The Superiority Of This Method
This method gives absolutely marvelous results, and it is easy to
understand why. Indeed, by following out my advice, it is
impossible to fail, except with the two classes of persons mentioned
above, who fortunately represent barely 3 per cent of the whole. If,
however, you try to put your subjects to sleep right away, without
the explanations and preliminary experiments necessary to bring
them to accept the suggestion
and to transform them into
autosuggestions you cannot and will not succeed except with
peculiarly sensitive subjects, and these are rare. Everybody may
become so by training, but very few are so sufficiently without the
preliminary instruction that I recommend, which can be done in a
few minutes.
Formerly, imagining that suggestions could only be given during
sleep, I always tried to put my patient to sleep; but on discovering
that it was not indispensable, I left off doing it in order to spare him
the dread and uneasiness he almost always experiences when he is
told that he is going to be sent to sleep, and which often makes him
offer, in spite of himself, an involuntary resistance. If, on the
contrary, you tell him that you are not going to put him to sleep as
there is no need to do so, you gain his confidence. He listens to you
without fear or any ulterior thought, and it often happens--if not the
first time, anyhow very soon--that, soothed by the monotonous
sound of your voice, he falls into a deep sleep from which he
awakes astonished at having slept at all.

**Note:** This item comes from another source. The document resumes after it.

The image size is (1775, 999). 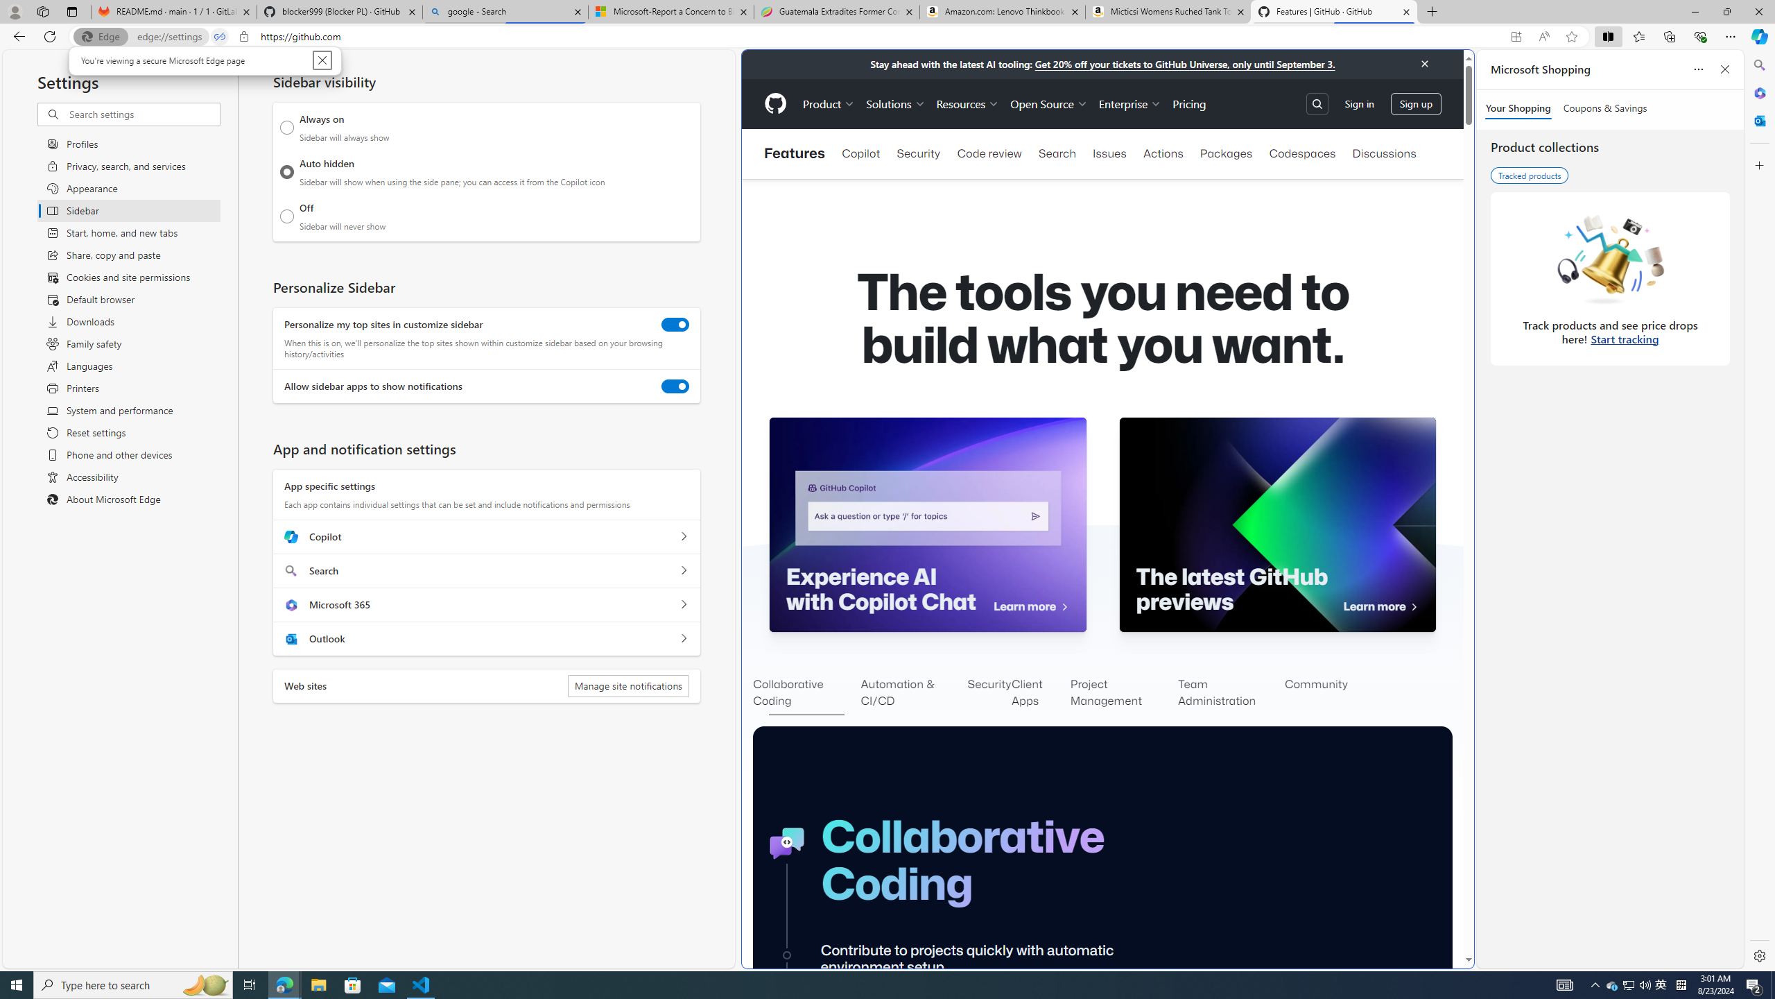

If there are sceptics among you--as I am quite sure there are--all I
have to say to them is: "Come to my house and see what is being
done, and you will be convinced by fact."
You must not however run away with the idea that autosuggestion
can only be brought about in the way I have described. It is possible
to make suggestions to people without their knowledge and without
any preparation. For instance, if a doctor who by his title alone has a
suggestive influence on his patient, tells him that he can do nothing
for him, and that his illness is incurable, he provokes in the mind of
the latter an autosuggestion which may have the most disastrous
consequences; if however he tells him that his illness is a serious
one, it is true, but that with care, time, and patience, he can be cured,
he sometimes and even often obtains results which will surprise him.
Here is another example: if a doctor after examining his patient,
writes a prescription and gives it to him without any comment, the
remedies prescribed will not have much chance of succeeding; if, on
the other hand, he explains to his patient that such and such
medicines must be taken in such and such conditions and that they
will produce certain results, those results are practically certain to be
brought about.
If in this hall there are medical men or brother chemists, I hope they
will not think me their enemy. I am on the contrary their best friend.
On the one hand I should like to see the theoretical and practical
study of suggestion on the syllabus of the medical schools for the
great benefit of the sick and of the doctors themselves; and on the
other hand, in my opinion, every time that a patient goes to see his
doctor, the latter should order him one or even several medicines,
even if they are not necessary. As a matter of fact, when a patient
visits his doctor, it is in order to be told what medicine will cure him.
He does not realize that it is the hygiene and regimen which do this,
and he attaches little importance to them. It is a medicine that he
wants.
In my opinion, if the doctor only prescribes a regimen without any
medicine, his patient will be dissatisfied; he will say that he took the
trouble to consult him for nothing, and often goes to another doctor.
It seems to me then that the doctor should always prescribe
medicines to his patient, and, as much as possible, medicines made
up by himself rather than the standard remedies so much advertised
and which owe their only value to the advertisement. The doctor's
own prescriptions will inspire infinitely more confidence than So
and So's pills which anyone can procure easily at the nearest drug
store without any need of a prescription.